Mistakes by claims professionals were the most common reason for enforcement actions taken against U.S. property and casualty insurers in 2018, taking the No. 1 and No. 2 spot on a top ten list issued by the Wolters Kluwer consulting firm.
In fact, five of the 10 top reasons documented by Wolters Kluwer involved errors in claims handling. The Boston-based compliance consulting firm reviewed every market conduct examination and enforcement action taken by state regulators in 2018, said Senior Compliance Counsel Kathy Donovan. The number of individual citations examined numbered in the hundreds, she said.
“The claims area is one combined area that has many moving parts, many individual timeframes — timeframes that aren’t necessarily the same from state to state,” Donovan said. “So it’s no surprise at all that once again failure to acknowledge claims, investigate or deny claims, within specific time frames in the states certainly takes the top spot for the exam process for 2018.”
In order of frequency, the claims-related mistakes that prompted sanctions by insurance regulators were for:
- Failure to acknowledge, pay, investigate or deny claims within specified timeframes.
- Failure to provide required disclosures in claims processing.
- Failure to issue correct payments or proper denial notices.
- Failure to process total loss claims properly.
- Improper/Incomplete documentation of claim files.
Donovan said during a telephone interview that for property and casualty insurers, the commercial auto, personal auto, workers’ compensation and homeowner’s lines drew the most enforcement actions. She said in personnel auto, several states have passed strict notice requirements, especially for claims involving total loss. In workers’ comp, states enforce strict deadlines to ensure that injured workers receive wage-loss benefits.
Donovan said many state insurance departments do not use market conduct examinations but use an informal process to deal with complaints. Other states — most notably California — perform dozens of market conduct exams each year.
Not surprisingly, California was also the location for several of the examples that Donovan mentioned when discussing the findings of Wolters Kluwer’s review during a webinar.
The review found six instances where the California Department of Insurance cited an insurer for failing to disclose all benefits available under a policy or explain the coverage, time limits, and other policy provisions, Donovan said. Also in California, citations were issued because the insurer did not notify claimants that the driver of an insured vehicle was determined to be principally at fault.
“I see this year in and year out as a criticism in California automobile exams,” Donovan said.
New Jersey was the source of some other examples given. In one instance, a carrier had failed to notify a claimant that coverage for a rental vehicle was available. The carrier protested, saying that it informs only its own policyholders if rental coverage is available, but the state examiner said there are no exceptions to the statute.
New Jersey also demands a thorough claim file. Donovan aid one insurer was cited because its adjuster had not included emails concerning the claim in the file. The adjuster countered that the documentation was available within the company’s email server, but the examiner said all of the relevant documents must be in the file.
Another issue cited by New Jersey regulators was examiners putting blank templates of required notices in to the claim file with blanks where the necessary information should have been filled in. Donovan said the examiner found that to be a violation because there was no evidence that the required notice had been sent.
Donovan said she hopes insurance carriers take note of the findings so they can improve their compliance systems. “It helps insurance companies understand the operational challenges that other companies in their lines of business are suffering,” she said.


### Task instructions
Transcribe exactly the line containing "Locate the bounding box of house." and each line after it, through the end of the entries, with nothing before or after.

────────

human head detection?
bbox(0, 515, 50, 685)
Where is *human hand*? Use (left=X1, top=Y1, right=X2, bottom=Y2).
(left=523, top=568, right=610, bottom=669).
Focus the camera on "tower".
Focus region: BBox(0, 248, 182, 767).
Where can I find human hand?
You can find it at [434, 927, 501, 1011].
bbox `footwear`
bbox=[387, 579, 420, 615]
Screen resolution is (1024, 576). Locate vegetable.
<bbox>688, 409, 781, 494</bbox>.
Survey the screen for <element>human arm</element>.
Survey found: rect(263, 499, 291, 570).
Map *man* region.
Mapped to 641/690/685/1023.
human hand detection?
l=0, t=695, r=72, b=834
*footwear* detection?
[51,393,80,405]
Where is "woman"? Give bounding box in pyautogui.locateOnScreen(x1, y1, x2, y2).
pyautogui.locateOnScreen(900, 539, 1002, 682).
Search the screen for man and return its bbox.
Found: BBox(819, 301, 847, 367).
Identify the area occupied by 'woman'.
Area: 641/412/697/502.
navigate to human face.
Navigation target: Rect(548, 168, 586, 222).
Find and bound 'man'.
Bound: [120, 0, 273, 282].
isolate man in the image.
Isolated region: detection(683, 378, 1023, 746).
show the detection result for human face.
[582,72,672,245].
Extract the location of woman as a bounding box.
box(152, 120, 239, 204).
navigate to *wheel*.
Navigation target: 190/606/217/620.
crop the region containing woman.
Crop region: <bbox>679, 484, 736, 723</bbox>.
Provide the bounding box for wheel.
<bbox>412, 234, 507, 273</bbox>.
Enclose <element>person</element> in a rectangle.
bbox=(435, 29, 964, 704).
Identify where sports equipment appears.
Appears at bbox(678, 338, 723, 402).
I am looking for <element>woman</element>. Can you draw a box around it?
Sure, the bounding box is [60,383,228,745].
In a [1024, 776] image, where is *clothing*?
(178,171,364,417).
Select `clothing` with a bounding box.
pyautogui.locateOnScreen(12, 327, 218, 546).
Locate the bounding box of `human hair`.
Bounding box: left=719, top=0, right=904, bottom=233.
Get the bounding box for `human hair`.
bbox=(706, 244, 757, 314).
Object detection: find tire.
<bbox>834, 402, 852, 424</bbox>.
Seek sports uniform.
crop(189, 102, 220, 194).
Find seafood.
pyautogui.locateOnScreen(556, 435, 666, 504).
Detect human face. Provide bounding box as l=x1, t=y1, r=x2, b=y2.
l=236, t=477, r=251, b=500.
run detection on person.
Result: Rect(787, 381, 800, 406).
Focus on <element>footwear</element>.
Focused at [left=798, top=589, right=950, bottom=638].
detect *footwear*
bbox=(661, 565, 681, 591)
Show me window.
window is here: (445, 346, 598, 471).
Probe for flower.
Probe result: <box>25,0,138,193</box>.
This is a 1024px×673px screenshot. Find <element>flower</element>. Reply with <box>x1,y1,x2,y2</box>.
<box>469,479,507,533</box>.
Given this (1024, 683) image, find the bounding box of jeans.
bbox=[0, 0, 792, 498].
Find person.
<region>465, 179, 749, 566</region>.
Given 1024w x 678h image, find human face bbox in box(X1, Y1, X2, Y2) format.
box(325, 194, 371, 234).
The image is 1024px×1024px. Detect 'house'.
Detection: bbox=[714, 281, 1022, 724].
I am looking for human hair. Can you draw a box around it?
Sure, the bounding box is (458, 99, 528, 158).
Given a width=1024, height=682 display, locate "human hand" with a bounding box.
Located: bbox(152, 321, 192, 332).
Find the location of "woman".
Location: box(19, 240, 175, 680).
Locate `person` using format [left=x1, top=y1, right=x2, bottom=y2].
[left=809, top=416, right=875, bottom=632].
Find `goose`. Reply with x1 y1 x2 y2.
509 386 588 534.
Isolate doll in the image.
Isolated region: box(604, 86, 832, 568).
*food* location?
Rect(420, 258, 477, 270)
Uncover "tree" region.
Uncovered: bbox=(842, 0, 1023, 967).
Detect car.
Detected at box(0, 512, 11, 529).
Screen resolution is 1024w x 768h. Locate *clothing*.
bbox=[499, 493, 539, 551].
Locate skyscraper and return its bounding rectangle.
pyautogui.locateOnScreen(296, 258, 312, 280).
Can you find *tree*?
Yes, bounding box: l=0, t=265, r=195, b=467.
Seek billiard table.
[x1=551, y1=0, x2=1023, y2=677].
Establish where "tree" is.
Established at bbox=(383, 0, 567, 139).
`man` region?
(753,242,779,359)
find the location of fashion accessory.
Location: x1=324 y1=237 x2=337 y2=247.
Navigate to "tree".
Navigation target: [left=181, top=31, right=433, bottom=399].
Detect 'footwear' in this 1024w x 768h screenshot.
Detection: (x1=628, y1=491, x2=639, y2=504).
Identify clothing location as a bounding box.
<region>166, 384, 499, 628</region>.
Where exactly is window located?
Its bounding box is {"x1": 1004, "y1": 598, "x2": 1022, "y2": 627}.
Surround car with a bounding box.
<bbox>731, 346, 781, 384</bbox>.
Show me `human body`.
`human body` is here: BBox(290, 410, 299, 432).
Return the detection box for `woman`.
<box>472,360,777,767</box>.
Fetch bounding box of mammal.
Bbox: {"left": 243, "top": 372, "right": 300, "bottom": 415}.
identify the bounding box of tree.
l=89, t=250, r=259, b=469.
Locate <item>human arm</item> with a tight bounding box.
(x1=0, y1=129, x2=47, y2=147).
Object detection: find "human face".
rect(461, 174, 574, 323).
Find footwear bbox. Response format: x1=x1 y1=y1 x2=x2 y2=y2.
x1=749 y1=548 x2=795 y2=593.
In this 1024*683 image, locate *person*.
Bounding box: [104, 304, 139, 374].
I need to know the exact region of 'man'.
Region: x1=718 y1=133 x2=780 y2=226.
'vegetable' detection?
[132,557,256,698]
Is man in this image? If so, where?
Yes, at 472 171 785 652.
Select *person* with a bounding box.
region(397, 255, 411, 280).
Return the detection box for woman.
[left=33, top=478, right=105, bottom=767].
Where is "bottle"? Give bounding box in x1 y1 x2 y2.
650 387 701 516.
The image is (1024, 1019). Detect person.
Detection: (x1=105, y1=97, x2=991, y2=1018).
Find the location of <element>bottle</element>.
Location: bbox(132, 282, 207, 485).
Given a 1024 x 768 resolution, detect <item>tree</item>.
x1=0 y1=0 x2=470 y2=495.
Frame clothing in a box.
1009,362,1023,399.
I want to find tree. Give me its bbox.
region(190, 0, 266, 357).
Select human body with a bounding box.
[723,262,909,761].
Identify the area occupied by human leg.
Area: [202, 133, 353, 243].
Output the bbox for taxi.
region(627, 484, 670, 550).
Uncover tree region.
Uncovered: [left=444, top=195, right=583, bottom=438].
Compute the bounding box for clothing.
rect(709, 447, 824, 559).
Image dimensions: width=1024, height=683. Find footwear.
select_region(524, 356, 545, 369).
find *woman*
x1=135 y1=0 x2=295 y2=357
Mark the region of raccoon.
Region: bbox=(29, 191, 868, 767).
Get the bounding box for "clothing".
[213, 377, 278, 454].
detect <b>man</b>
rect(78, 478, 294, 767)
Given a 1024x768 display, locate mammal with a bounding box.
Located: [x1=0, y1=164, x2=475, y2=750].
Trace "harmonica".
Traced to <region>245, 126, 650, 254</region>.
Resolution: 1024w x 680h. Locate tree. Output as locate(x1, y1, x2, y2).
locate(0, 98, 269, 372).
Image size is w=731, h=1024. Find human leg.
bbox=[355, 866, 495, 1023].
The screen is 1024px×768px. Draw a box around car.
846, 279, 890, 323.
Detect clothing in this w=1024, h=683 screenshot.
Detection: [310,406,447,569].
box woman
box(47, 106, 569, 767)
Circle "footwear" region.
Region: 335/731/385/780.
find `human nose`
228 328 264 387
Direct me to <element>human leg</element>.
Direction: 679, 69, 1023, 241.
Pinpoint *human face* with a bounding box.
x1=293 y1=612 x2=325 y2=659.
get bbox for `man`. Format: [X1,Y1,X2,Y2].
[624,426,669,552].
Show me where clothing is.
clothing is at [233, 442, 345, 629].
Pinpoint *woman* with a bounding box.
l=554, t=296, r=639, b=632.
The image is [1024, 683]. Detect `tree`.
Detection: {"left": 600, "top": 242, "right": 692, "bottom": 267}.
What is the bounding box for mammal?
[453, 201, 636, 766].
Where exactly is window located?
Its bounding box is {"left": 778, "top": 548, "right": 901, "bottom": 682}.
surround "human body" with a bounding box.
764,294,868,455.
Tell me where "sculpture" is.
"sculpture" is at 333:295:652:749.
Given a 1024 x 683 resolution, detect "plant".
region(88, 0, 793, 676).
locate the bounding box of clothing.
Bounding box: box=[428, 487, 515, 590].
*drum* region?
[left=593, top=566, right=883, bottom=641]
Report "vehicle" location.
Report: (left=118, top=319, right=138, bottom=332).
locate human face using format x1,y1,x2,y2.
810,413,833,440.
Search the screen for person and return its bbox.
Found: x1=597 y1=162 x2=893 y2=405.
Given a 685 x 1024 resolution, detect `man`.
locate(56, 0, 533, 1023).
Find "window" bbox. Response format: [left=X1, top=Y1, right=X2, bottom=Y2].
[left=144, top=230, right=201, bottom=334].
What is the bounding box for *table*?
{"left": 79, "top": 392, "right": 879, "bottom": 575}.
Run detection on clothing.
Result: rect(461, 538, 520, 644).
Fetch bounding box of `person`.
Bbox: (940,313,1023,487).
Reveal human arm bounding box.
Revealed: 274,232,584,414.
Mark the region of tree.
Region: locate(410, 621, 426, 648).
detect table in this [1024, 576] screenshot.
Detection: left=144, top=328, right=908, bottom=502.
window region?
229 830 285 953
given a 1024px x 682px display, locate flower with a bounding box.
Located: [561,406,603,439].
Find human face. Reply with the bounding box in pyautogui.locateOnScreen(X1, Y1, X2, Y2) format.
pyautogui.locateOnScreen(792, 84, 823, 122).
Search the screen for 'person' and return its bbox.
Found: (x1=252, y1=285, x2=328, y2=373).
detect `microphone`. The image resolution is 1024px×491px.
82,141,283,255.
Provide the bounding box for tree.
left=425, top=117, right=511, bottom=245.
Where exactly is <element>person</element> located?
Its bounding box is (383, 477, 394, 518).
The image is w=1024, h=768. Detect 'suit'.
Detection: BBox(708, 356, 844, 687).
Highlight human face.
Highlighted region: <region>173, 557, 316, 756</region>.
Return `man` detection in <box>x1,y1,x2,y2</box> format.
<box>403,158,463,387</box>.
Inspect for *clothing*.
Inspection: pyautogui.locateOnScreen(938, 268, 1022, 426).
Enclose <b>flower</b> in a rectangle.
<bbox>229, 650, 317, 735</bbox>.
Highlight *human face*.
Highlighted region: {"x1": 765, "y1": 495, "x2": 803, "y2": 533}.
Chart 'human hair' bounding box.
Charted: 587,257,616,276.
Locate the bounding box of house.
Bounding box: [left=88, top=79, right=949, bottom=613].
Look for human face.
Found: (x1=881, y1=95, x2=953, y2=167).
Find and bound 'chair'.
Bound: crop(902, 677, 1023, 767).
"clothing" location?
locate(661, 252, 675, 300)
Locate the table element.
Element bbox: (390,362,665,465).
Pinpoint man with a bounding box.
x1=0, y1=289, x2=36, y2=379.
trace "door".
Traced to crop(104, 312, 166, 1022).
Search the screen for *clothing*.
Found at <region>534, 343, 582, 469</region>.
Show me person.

────────

### Solution to the problem
Locate the bounding box of house.
Bounding box: [left=88, top=79, right=949, bottom=613].
Look for human face.
Found: (x1=881, y1=95, x2=953, y2=167).
Find and bound 'chair'.
Bound: crop(902, 677, 1023, 767).
"clothing" location?
locate(661, 252, 675, 300)
Locate the table element.
Element bbox: (390,362,665,465).
Pinpoint man with a bounding box.
x1=0, y1=289, x2=36, y2=379.
trace "door".
Traced to crop(104, 312, 166, 1022).
Search the screen for *clothing*.
Found at <region>534, 343, 582, 469</region>.
Show me person.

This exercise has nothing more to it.